WARSAW (Reuters) – A firebrand farmer will contest October elections for a coalition led by Poland’s main opposition party Civic Platform (PO), it said on Wednesday, as it seeks to loosen the ruling nationalists’ grip on rural voters.
While the liberal PO dominates the political scene in Poland’s largest cities, ruling nationalists Law and Justice (PiS) have won over people in the countryside with conservative policies on issues such as LGBT rights and immigration combined with generous social spending.
However, farmers have become disenchanted with the government, in part because of an influx of cheap agricultural products from neigbouring Ukraine, and Michal Kolodziejczak from the AGROunia campaign group has become the most recognisable face in a wave of anti-PiS protests.
Kolodziejczak will stand for AGROunia as part of the PO-led Civic Coalition (KO) grouping in the central Polish town of Konin.

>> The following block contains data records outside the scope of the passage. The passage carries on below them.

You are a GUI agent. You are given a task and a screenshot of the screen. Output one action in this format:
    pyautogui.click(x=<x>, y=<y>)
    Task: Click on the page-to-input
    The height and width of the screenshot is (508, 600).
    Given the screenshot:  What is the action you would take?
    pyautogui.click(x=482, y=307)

“The decision to start together with KO was not easy, but we have to show that, despite different views, we look in one direction – the future of Poland is strong, rich and built together,” he said. “We will take back the countryside from PiS.”
According to an Ipsos poll, in Poland’s last parliamentary elections in 2019, 56.4% of people in the countryside voted for PiS while 16.9% voted for KO.
Government spokesman Piotr Muller said that Kolodziejczak had “betrayed the Polish countryside” and that he had previously criticised KO leader and former prime minister Donald Tusk for “setting Poles back several centuries” with policies that forced many to emigrate in search of better pay.
Tusk on Wednesday also said that Poland’s former human rights ombudsman Adam Bodnar would stand for KO in the election to Poland’s upper house of parliament, the Senate.
Bodnar has been a leading critic of PiS reforms that the opposition say have politicised the judicial system.